Some are etched into stone. But one of the longest is a Latin inscription painted in black, which somehow has survived, having endured the elements for over 1,800 years.

It begins: “To Our Jupiter Best and Greatest Hammon, and for the health of Our Lords the Emperors, and to the holy goddess Minuthis and the Genius of the Third Legion Cyrenaica, good fortune!”

It names five men — “Lollius Germanicianus the senatorial legate … Bennius Plautianus centurion and the soldiers’ friend … Flavius Saianus decurion, an excellent man, Flavius Nicomachus soldier of the legion, from the centuria of Aurelius Marcus, and Antonius Maximus Eros, from the centuria of Ancharius Secundus, stationarii” — all of whom “give thanks to the genius of the gate.”

A fearsome dragon standard found in Germany. (Photo credit: Koblenz Landesmuseum)

Some inscriptions are much shorter: “Remember Komodos!” beseeches one Greek inscription, found on a stone reused in a gateway built in the late 2nd or early 3rd century.

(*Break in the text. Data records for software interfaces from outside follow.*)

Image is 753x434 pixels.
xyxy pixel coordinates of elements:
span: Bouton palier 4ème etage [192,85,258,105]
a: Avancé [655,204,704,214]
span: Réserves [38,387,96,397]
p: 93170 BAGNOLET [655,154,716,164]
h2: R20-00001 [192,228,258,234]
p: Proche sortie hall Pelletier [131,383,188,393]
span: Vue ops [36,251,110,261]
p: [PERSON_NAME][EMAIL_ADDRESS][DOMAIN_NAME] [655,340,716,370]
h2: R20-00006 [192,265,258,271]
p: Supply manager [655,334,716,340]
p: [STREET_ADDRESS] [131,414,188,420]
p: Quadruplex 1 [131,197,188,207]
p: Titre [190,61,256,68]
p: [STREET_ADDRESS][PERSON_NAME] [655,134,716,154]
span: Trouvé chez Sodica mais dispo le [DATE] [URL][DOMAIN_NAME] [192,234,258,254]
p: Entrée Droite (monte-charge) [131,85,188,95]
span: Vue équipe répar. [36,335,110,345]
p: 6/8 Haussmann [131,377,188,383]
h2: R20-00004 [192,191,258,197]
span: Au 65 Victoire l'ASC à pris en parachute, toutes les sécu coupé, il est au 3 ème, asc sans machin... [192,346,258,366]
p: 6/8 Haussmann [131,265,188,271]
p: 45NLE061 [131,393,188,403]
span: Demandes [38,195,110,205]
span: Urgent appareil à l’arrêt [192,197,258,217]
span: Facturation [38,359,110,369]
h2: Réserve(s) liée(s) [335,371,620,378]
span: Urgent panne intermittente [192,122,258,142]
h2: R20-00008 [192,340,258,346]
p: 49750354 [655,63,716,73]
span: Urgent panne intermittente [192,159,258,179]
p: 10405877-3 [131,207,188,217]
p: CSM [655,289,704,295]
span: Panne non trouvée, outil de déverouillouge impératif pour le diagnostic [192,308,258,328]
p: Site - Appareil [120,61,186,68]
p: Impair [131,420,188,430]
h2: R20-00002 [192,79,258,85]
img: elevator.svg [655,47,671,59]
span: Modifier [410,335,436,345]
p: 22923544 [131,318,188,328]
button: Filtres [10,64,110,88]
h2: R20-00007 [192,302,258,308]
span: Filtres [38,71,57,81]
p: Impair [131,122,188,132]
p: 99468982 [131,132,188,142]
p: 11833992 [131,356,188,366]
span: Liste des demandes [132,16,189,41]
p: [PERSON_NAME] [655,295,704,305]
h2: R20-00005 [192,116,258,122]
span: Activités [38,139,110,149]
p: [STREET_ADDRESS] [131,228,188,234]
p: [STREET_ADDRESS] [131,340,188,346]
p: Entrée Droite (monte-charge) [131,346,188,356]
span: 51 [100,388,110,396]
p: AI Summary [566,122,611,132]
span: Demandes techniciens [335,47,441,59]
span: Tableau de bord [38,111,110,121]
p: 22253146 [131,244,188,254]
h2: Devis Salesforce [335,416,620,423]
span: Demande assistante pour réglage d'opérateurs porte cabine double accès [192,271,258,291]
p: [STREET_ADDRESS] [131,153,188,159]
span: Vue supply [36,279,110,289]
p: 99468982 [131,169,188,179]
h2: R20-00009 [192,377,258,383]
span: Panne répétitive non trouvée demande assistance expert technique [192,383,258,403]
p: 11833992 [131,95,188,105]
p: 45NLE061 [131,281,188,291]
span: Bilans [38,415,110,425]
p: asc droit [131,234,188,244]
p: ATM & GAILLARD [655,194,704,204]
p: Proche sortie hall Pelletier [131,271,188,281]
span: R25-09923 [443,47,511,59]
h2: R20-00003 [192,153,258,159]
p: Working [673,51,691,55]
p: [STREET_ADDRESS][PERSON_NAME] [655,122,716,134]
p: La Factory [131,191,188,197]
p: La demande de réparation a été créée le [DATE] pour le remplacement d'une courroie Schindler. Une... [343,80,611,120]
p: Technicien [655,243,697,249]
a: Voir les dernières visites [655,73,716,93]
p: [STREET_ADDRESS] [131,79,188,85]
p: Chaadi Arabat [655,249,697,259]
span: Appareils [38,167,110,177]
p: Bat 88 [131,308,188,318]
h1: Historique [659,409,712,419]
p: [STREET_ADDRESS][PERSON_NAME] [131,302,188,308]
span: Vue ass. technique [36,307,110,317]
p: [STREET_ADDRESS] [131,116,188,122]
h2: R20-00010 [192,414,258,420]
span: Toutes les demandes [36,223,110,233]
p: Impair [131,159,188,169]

An inscription on another re-used building block reads “Remember Ulpis, the camel-rider!”

The fort at which some of these men would have been stationed — built to a standard Roman army design and complete with perimeter walls, barracks, two gates, corner towers and possibly a small bathhouse, or heated room — is thought to have been one of the earliest military structures in Roman Arabia.

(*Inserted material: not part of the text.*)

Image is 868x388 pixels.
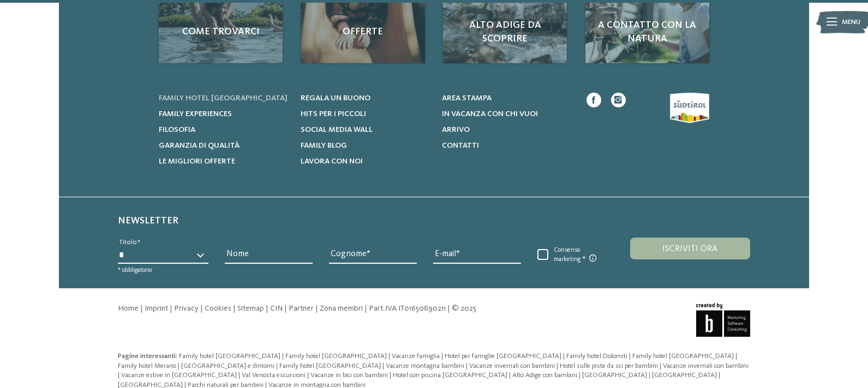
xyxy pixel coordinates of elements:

Excavated over several seasons since 2015, the fort has yielded a wealth of information and artifacts testifying to the Roman presence in Arabia, including numerous ceramics, often from the Mediterranean, bronze artefacts, more than 150 Roman and Nabataean coins, and pieces of what are thought to be horse harnesses and armor.

Part of the recently unearthed Roman fort in Hegra. (Photo credit: Zbigniew T. Fiema)

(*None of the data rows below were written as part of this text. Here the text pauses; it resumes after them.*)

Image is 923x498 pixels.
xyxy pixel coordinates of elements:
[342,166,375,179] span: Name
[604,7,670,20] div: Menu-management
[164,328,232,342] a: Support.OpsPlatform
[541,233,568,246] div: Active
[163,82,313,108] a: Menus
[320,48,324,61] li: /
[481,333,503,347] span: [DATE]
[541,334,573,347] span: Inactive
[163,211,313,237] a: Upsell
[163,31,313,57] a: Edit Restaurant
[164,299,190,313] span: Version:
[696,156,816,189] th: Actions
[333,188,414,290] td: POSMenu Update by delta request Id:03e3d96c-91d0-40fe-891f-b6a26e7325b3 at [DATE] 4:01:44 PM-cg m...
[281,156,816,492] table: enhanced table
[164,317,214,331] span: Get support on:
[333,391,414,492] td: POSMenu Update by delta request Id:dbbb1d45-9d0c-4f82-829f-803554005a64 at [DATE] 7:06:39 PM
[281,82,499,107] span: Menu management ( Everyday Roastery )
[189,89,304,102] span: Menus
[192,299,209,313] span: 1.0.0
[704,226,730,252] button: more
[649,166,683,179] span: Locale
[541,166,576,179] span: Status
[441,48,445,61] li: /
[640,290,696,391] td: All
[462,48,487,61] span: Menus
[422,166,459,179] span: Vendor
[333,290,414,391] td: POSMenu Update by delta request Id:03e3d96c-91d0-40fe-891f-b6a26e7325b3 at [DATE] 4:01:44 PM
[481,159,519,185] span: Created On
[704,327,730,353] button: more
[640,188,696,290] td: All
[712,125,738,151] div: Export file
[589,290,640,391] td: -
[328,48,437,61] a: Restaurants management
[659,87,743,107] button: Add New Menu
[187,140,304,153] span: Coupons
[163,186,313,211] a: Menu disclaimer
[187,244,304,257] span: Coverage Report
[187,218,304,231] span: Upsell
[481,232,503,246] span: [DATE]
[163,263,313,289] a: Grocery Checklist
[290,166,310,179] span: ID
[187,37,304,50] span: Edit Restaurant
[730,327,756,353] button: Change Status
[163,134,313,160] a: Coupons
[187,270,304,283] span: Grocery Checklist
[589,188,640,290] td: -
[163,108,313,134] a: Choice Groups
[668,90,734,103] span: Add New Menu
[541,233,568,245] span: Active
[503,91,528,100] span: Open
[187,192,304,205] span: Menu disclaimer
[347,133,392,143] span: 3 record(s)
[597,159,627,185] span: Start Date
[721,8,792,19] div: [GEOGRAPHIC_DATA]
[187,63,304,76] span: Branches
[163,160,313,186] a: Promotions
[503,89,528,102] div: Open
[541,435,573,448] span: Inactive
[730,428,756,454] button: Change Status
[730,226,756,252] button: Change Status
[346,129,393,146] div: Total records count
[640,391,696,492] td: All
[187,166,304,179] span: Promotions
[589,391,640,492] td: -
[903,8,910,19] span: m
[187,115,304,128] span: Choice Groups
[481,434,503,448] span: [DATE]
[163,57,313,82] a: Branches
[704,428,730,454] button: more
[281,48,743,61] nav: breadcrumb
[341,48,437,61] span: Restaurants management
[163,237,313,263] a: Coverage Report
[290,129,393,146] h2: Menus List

Also found were the butchered bones of animals that provided the garrison with meat — cattle, camel, donkey, horse, sheep and goat.

What isn’t clear is where the Roman soldiers were from.

“Some names indicate that their bearers originated in the Roman East, for example Syria, but some of these soldiers could have come from all over the world,” said Dr Fiema.

“We really do not know. However, since the units mentioned in these inscriptions are often attested for a long time as stationed in the Roman East, it will be reasonable to assume that the soldiers were often locals, drafted or volunteered in the Eastern provinces.”

A map of the Roman Empire shortly after Trajan’s conquests of the kingdom of Nabataea, including Hegra in the interior. The province was soon reduced back to the line of limes Arabicus. (Wikimedia Commons: Tataryn)

The main significance of the discovery of the Roman fort at Hegra is “the solid confirmation of what we have suspected before that this part of the Hijaz was definitely a part of the Roman province of Arabia, and thus of the Roman Empire, and that the Roman presence was not ephemeral.

“We know that the 2nd century was a time of particularly intensive Roman activities in Arabia and in the Red Sea region. Also, at this point of time, we know that the Roman military presence in that part of Arabia extended at least until the end of the 3rd century.”

Prior to the discovery of the fort at Hegra, it was thought that the legions had advanced no further south into Arabia than the head of the Gulf of Aqaba.

“Scholarly hypotheses postulating that the northwest Hijaz was a part of the empire existed already in the late 20th century,” said Fiema.

“But the discovery of the Roman fort, and the Latin inscriptions, in Hegra have indeed confirmed the validity of these early hypotheses.

A cavalry helmet in the form of an Amazon. (Photo credit: British Museum)

“Unfortunately, most of the maps of the Roman Empire, which are published in school textbooks and scientific works, still show the border of the empire coterminous with that of the modern state of Jordan.”

So far, it is not known exactly when the Roman legions abandoned the Hijaz, or why.

Fiema has little doubt that archaeological evidence that the Romans advanced even further south into Arabia, as testified to by Strabo, remains to be unearthed.

“One should expect that intensive archaeological exploration of the Arabian Peninsula should bring more information on the Roman presence.”

There is some evidence that Roman legions may even have made it as far south as the Farasan Islands in the Red Sea off southwest Saudi Arabia.